There is likely no industry that does not have its share of LGBT practitioners. There are stereotypes, such as hairdressers, bartenders, performers, and artists. But beyond those, it’s simply truth that queer folk have every type of job one can have. It’s to bring awareness to this fact that Jonah Mossberg directed and shot Out Here, a documentary about queer farmers.
Mossberg, who identifies himself as a queer farmer, grew up in rural Connecticut and began farming as a teenager. Today he owns his own vegetable and flower farm in Vermont, where he keeps bees, teaches local students about sustainable farming, and sells his produce in the Brattleboro Area Farmer’s Market.
“Farming was the first time that I realized I actually felt good in my body,” said Mossberg in his documentary. But he found it isolating as well; he felt very alone in the intersection between his sexuality and his work. Farming communities are not known for inclusive attitudes or diverse populations.
He began work on Out Here to feel connected to other people in his situation and to offer them that connection as well. In the process of making it, he traveled to 30 farms around the country to meet other queer farmers, learn their stories, and explore how they each felt their identities affected their careers.
As the documentary came into shape over four years, Mossberg realized that he also wanted to use it to challenge the narrow American stereotype of the farmer as a straight, white, stoic male.
Out Here debuted in 2013 in San Francisco at the Frameline LGBTQ International Film Festival. Since then, Mossberg has toured with it in his farm’s off-season, hosting Q&A panels at universities and community farms around the country and expanding the connections he seeks with each one.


-- Work task --
Copy, without a single change, each line from the one that holds "Locate an element" to the bottom of the entries below, and drop any pictures.

___ Source information

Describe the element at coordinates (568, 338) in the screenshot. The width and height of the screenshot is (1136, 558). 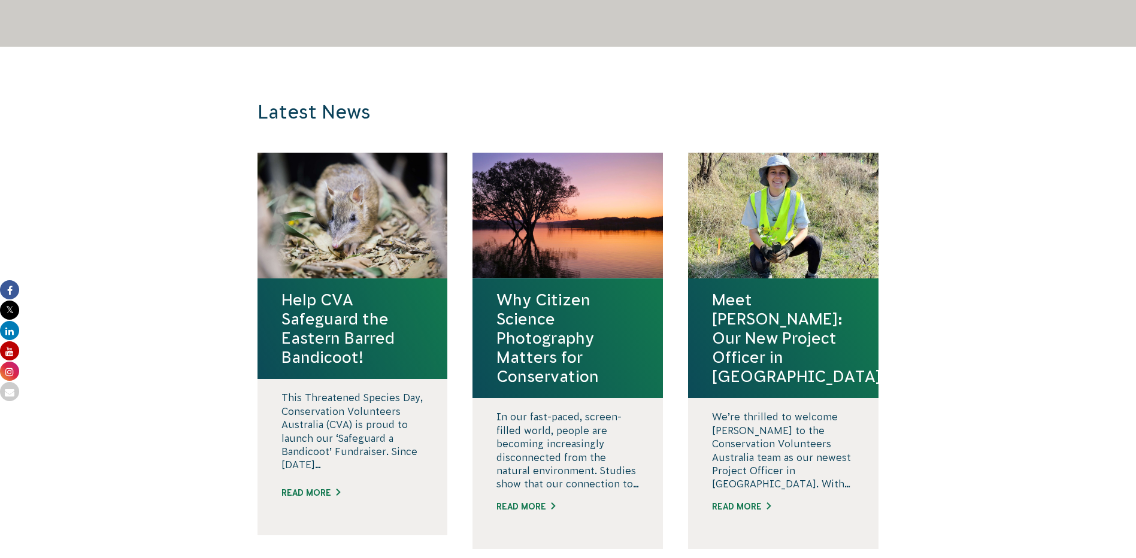
I see `a: Why Citizen Science Photography Matters for Conservation` at that location.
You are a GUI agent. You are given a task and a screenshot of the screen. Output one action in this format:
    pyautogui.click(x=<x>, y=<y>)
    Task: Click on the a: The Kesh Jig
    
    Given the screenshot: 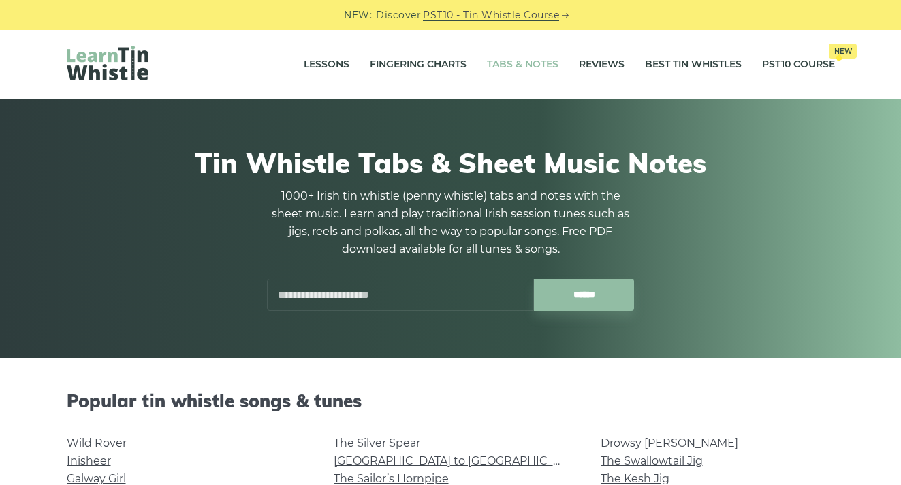 What is the action you would take?
    pyautogui.click(x=635, y=478)
    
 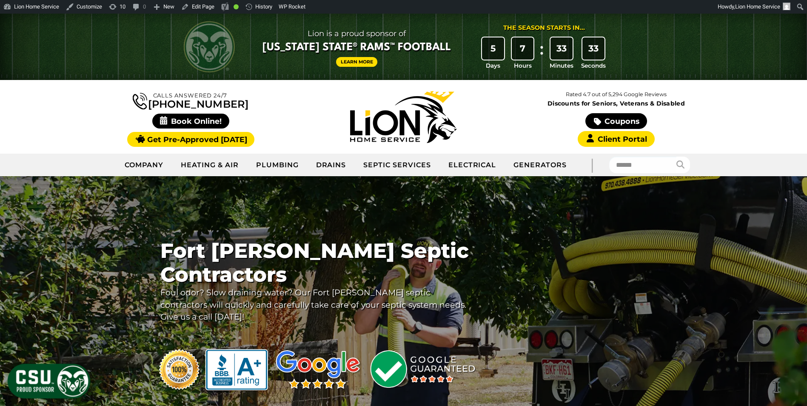 What do you see at coordinates (493, 66) in the screenshot?
I see `span: Days` at bounding box center [493, 66].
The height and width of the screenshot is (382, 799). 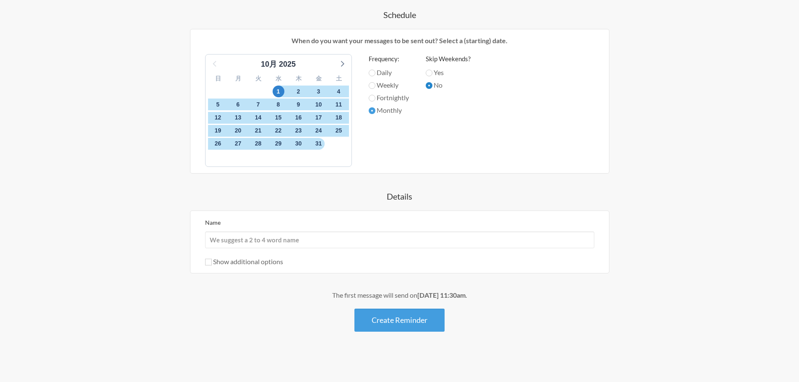 What do you see at coordinates (372, 98) in the screenshot?
I see `input: Fortnightly` at bounding box center [372, 98].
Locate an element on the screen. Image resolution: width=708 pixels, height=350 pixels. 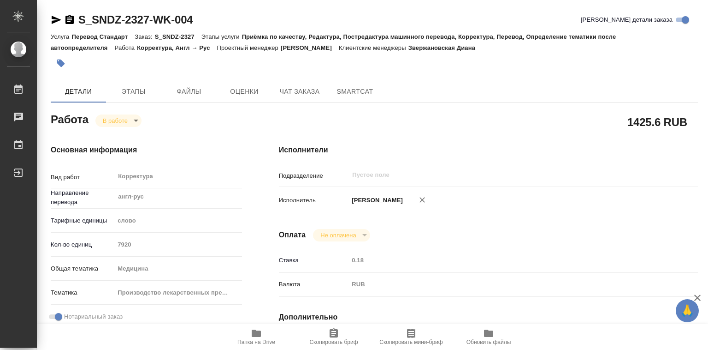
span: Обновить файлы is located at coordinates (489, 342).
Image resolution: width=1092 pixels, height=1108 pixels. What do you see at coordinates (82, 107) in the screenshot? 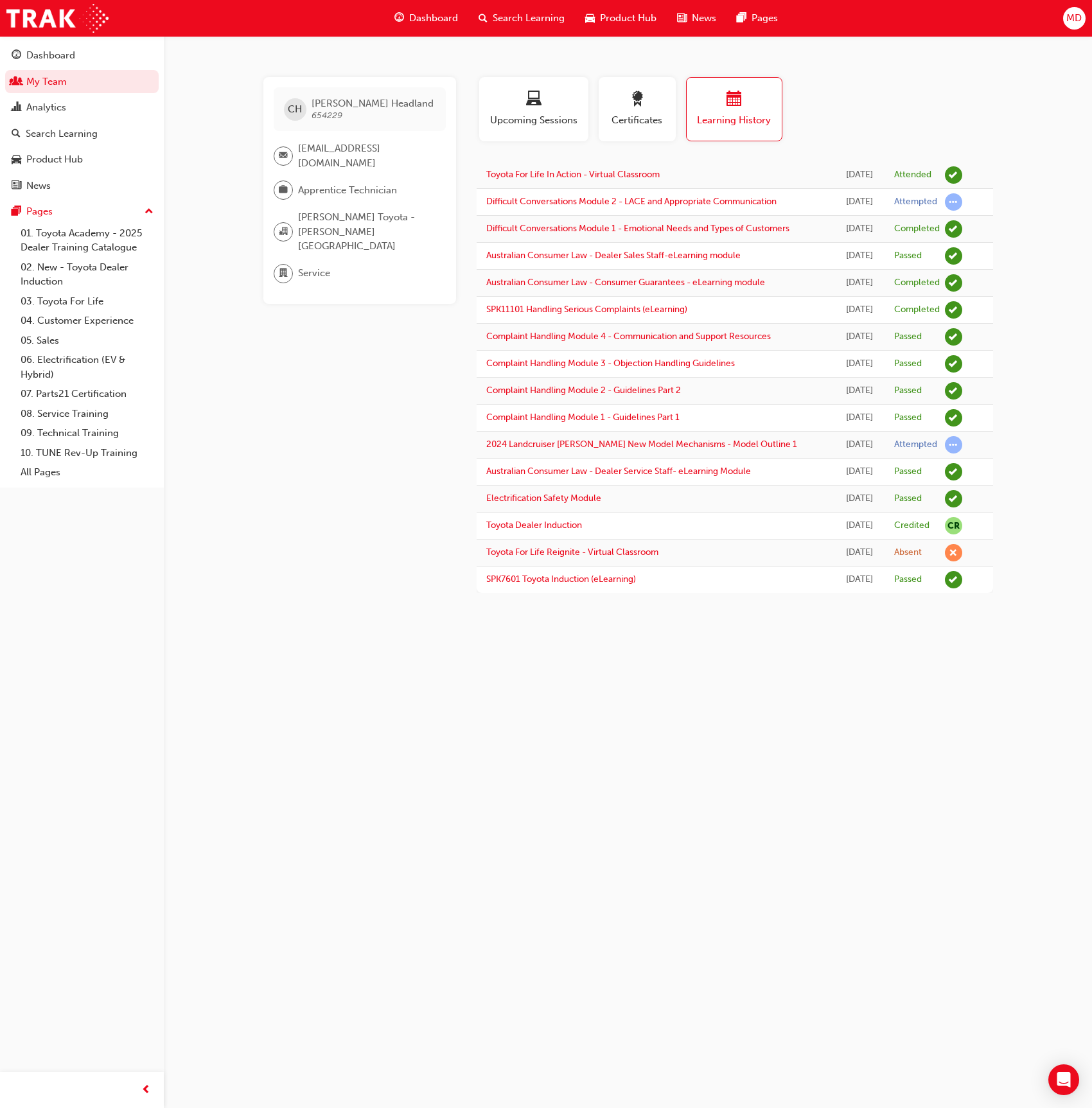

______

-- Expected answer --
Locate an element on the screen. Image resolution: width=708 pixels, height=350 pixels. 
span: Обновить файлы is located at coordinates (489, 342).
Image resolution: width=1092 pixels, height=1108 pixels. What do you see at coordinates (82, 107) in the screenshot? 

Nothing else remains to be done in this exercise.